Nobody could have predicted . . .
ORLEANS — The BP oil spill is creating uncertainty among the people who watch over some of the threatened and endangered wildlife that visit Cape Cod.
Many piping plovers born here this summer, for example, will eventually fly to winter grounds in the Gulf of Mexico, where BP's Deepwater Horizon rig has been releasing oil since April 20. And rare Kemp's ridley turtles, which ride the Gulf Stream to Cape Cod, now face a gauntlet of burning oil slicks and chemical dispersants as they cross the Gulf from their breeding grounds.
Gulf Coast beaches are also the winter home to terns and oystercatchers that migrate to the Cape.
"How do we face the fact that all of our hard-won successes on breeding beaches might be wiped out in an instant, as birds migrate and flock to their familiar beaches, only to find them covered in oil and their invertebrate meals tainted and smothered?" wrote Becky Harris, coastal water bird director for the Massachusetts Audubon Society, in a blog last week.
After struggling to protect plovers, least terns and oystercatchers from oversand vehicles, coyotes, crows, kites and dogs, wildlife experts feel the new threat looms large.
"They've said (this spill) will have a dramatic effect for five to 10 years, and maybe longer. It's sad," Orleans Parks and Beaches Superintendent Paul Fulcher said Tuesday.

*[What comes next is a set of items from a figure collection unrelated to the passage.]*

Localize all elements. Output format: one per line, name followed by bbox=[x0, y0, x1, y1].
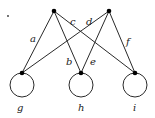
loop-h bbox=[69, 73, 93, 97]
label-g: g bbox=[17, 102, 23, 113]
vertex-top-left bbox=[52, 9, 57, 14]
label-a: a bbox=[30, 33, 36, 44]
vertex-h bbox=[79, 71, 84, 76]
label-e: e bbox=[90, 56, 96, 67]
loop-i bbox=[123, 73, 147, 97]
label-i: i bbox=[133, 102, 136, 113]
graph-diagram: a b c d e f g h i bbox=[0, 0, 155, 118]
edge-f bbox=[109, 11, 135, 73]
label-b: b bbox=[66, 56, 72, 67]
label-f: f bbox=[125, 36, 132, 47]
label-d: d bbox=[86, 16, 92, 27]
loop-g bbox=[10, 73, 34, 97]
vertex-g bbox=[20, 71, 25, 76]
vertex-top-right bbox=[107, 9, 112, 14]
label-c: c bbox=[70, 16, 76, 27]
stray-dot bbox=[7, 15, 9, 17]
label-h: h bbox=[78, 102, 84, 113]
edge-a bbox=[22, 11, 54, 73]
vertex-i bbox=[133, 71, 138, 76]
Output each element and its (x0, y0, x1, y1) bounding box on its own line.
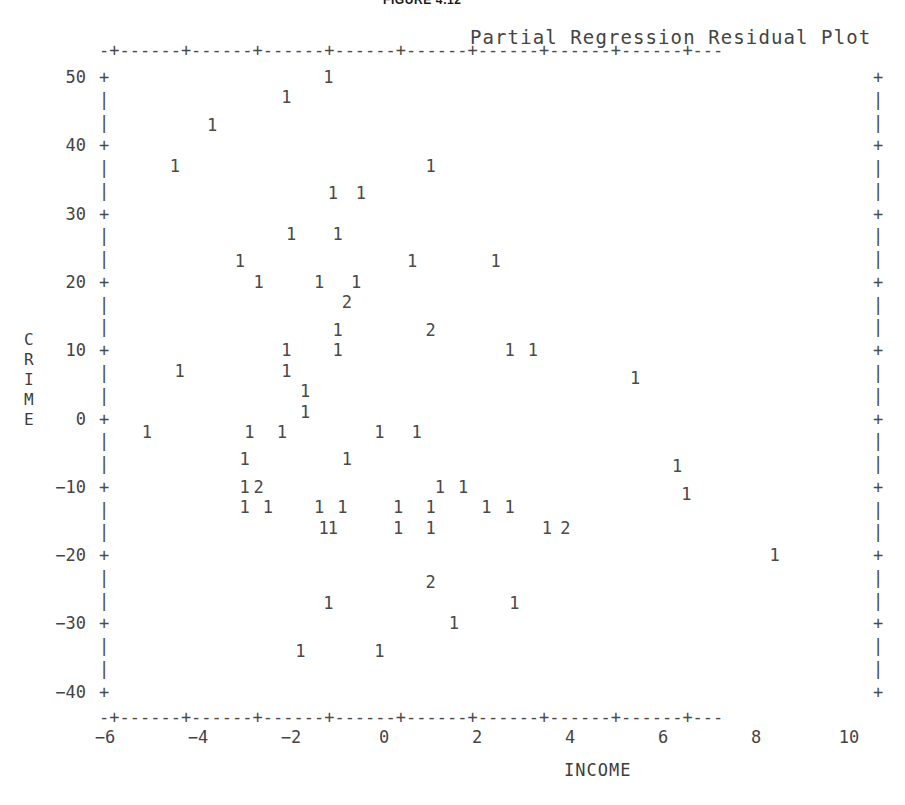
y-tick-mark-right: + (873, 477, 883, 497)
y-tick-mark: + (99, 477, 109, 497)
data-point-glyph: 1 (351, 274, 361, 291)
data-point-glyph: 1 (426, 499, 436, 516)
data-point-glyph: 1 (374, 424, 384, 441)
y-axis-label-char: C (24, 330, 34, 350)
data-point-glyph: 1 (333, 226, 343, 243)
y-minor-mark-right: | (873, 431, 883, 451)
y-minor-mark: | (99, 295, 109, 315)
x-tick-label: 8 (736, 727, 776, 747)
data-point-glyph: 1 (286, 226, 296, 243)
data-point-glyph: 1 (314, 499, 324, 516)
data-point-glyph: 1 (681, 486, 691, 503)
y-minor-mark-right: | (873, 454, 883, 474)
y-tick-mark: + (99, 67, 109, 87)
data-point-glyph: 1 (770, 547, 780, 564)
data-point-glyph: 1 (509, 595, 519, 612)
y-tick-mark-right: + (873, 613, 883, 633)
y-axis-label-char: E (24, 410, 34, 430)
data-point-glyph: 1 (337, 499, 347, 516)
y-minor-mark-right: | (873, 158, 883, 178)
y-minor-mark: | (99, 181, 109, 201)
x-tick-label: 10 (829, 727, 869, 747)
y-minor-mark: | (99, 454, 109, 474)
y-minor-mark-right: | (873, 363, 883, 383)
data-point-glyph: 2 (426, 322, 436, 339)
y-minor-mark-right: | (873, 226, 883, 246)
y-minor-mark-right: | (873, 636, 883, 656)
y-minor-mark-right: | (873, 568, 883, 588)
y-axis-label: CRIME (24, 330, 34, 430)
y-tick-mark: + (99, 272, 109, 292)
data-point-glyph: 1 (314, 274, 324, 291)
data-point-glyph: 1 (458, 479, 468, 496)
y-minor-mark-right: | (873, 500, 883, 520)
bottom-axis-rule: -+------+------+------+------+------+---… (99, 707, 723, 727)
data-point-glyph: 1 (342, 451, 352, 468)
y-tick-label: 0 (44, 409, 86, 429)
y-minor-mark-right: | (873, 659, 883, 679)
y-minor-mark: | (99, 659, 109, 679)
y-tick-mark-right: + (873, 204, 883, 224)
y-tick-mark-right: + (873, 135, 883, 155)
y-tick-mark: + (99, 340, 109, 360)
data-point-glyph: 1 (449, 615, 459, 632)
y-minor-mark-right: | (873, 522, 883, 542)
x-axis-label: INCOME (564, 760, 631, 780)
data-point-glyph: 1 (323, 595, 333, 612)
y-tick-label: −20 (44, 545, 86, 565)
y-tick-label: 30 (44, 204, 86, 224)
y-axis-label-char: R (24, 350, 34, 370)
data-point-glyph: 2 (342, 294, 352, 311)
data-point-glyph: 1 (426, 158, 436, 175)
y-tick-mark-right: + (873, 67, 883, 87)
data-point-glyph: 2 (253, 479, 263, 496)
data-point-glyph: 2 (560, 520, 570, 537)
data-point-glyph: 2 (426, 574, 436, 591)
y-tick-label: 20 (44, 272, 86, 292)
y-tick-mark-right: + (873, 272, 883, 292)
x-tick-label: 0 (364, 727, 404, 747)
x-tick-label: 4 (550, 727, 590, 747)
data-point-glyph: 1 (374, 643, 384, 660)
data-point-glyph: 1 (207, 117, 217, 134)
y-minor-mark-right: | (873, 591, 883, 611)
y-tick-mark-right: + (873, 409, 883, 429)
data-point-glyph: 1 (630, 370, 640, 387)
y-tick-mark: + (99, 409, 109, 429)
data-point-glyph: 1 (240, 479, 250, 496)
data-point-glyph: 1 (295, 643, 305, 660)
y-tick-mark-right: + (873, 340, 883, 360)
y-minor-mark: | (99, 636, 109, 656)
data-point-glyph: 1 (300, 383, 310, 400)
y-tick-label: −10 (44, 477, 86, 497)
y-minor-mark: | (99, 317, 109, 337)
data-point-glyph: 1 (412, 424, 422, 441)
y-minor-mark: | (99, 249, 109, 269)
y-tick-label: 50 (44, 67, 86, 87)
data-point-glyph: 1 (240, 499, 250, 516)
data-point-glyph: 1 (263, 499, 273, 516)
data-point-glyph: 1 (323, 69, 333, 86)
data-point-glyph: 1 (328, 185, 338, 202)
y-minor-mark: | (99, 568, 109, 588)
plot-canvas: FIGURE 4.12 Partial Regression Residual … (0, 0, 905, 805)
y-minor-mark: | (99, 226, 109, 246)
data-point-glyph: 1 (300, 404, 310, 421)
data-point-glyph: 1 (505, 342, 515, 359)
x-tick-label: 2 (457, 727, 497, 747)
y-tick-label: −40 (44, 682, 86, 702)
y-tick-mark: + (99, 204, 109, 224)
data-point-glyph: 1 (356, 185, 366, 202)
y-minor-mark-right: | (873, 386, 883, 406)
data-point-glyph: 1 (481, 499, 491, 516)
y-minor-mark-right: | (873, 181, 883, 201)
data-point-glyph: 1 (505, 499, 515, 516)
top-axis-rule: -+------+------+------+------+------+---… (99, 40, 723, 60)
x-tick-label: −6 (85, 727, 125, 747)
data-point-glyph: 1 (333, 322, 343, 339)
data-point-glyph: 1 (393, 520, 403, 537)
y-minor-mark: | (99, 431, 109, 451)
data-point-glyph: 1 (244, 424, 254, 441)
y-axis-label-char: M (24, 390, 34, 410)
y-minor-mark-right: | (873, 249, 883, 269)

Thanks to banding, bird experts have a good handle on the distribution of the Massachusetts population of American oystercatchers, Ellen Jedrey, assistant director of Massachusetts Audubon's Coastal Waterbird program, said Tuesday. "An estimated 30 percent of the Massachusetts population of oystercatchers — about 200 pairs — does winter along the Gulf Coast," she said.
The distinctive-looking oystercatchers — black and white with a long orange bill for opening shellfish — don't get as much press as piping plovers but need the same barrier beaches and marshes to breed and feed. The oystercatchers are relatively few in number — about 11,000 in the United States.
Piping plovers also are likely at risk from the spill, according to field ornithologist Chris Leahy at the Massachusetts Audubon Society. The birds migrate south in August and September to a variety of wintering grounds along the East Coast and Gulf Coast.
"If you look at the wintering range of the piping plover, it would be very good luck if New England piping plovers happened to winter outside the spill. There's a high likelihood that they will get onto wintering beaches where they will be affected by the oil," Leahy said.
The Kemp's ridley turtle, however, is in immediate danger. The rare sea turtle's only two breeding grounds are on the west side of the Gulf Coast, in Mexico and Texas' Padre Island, and young juveniles are believed to float across the Gulf on clumps of algae.
Now the clumps of algae, many covered with oil, are death traps because BP is burning off great patches of oil to keep it from coming ashore, according to Robert Prescott, executive director at the Wellfleet Bay Sanctuary of the Massachusetts Audubon society.
"There's a group of volunteers that is racing around in the Gulf and trying to net as many juvenile turtles as they can before the burning," he said Wednesday. "A lot of organisms, including turtles, are dying."
For years, Cape Codders have followed the fate of the dinner-plate-size turtles, the world's most endangered sea turtle. Each fall, volunteers walk Cape beaches to rescue cold-stunned ridleys that failed to leave the region before the water temperature gets too cold for them.
1 comment:
It's frightening how much damage has been done by British Petroleum's misconduct.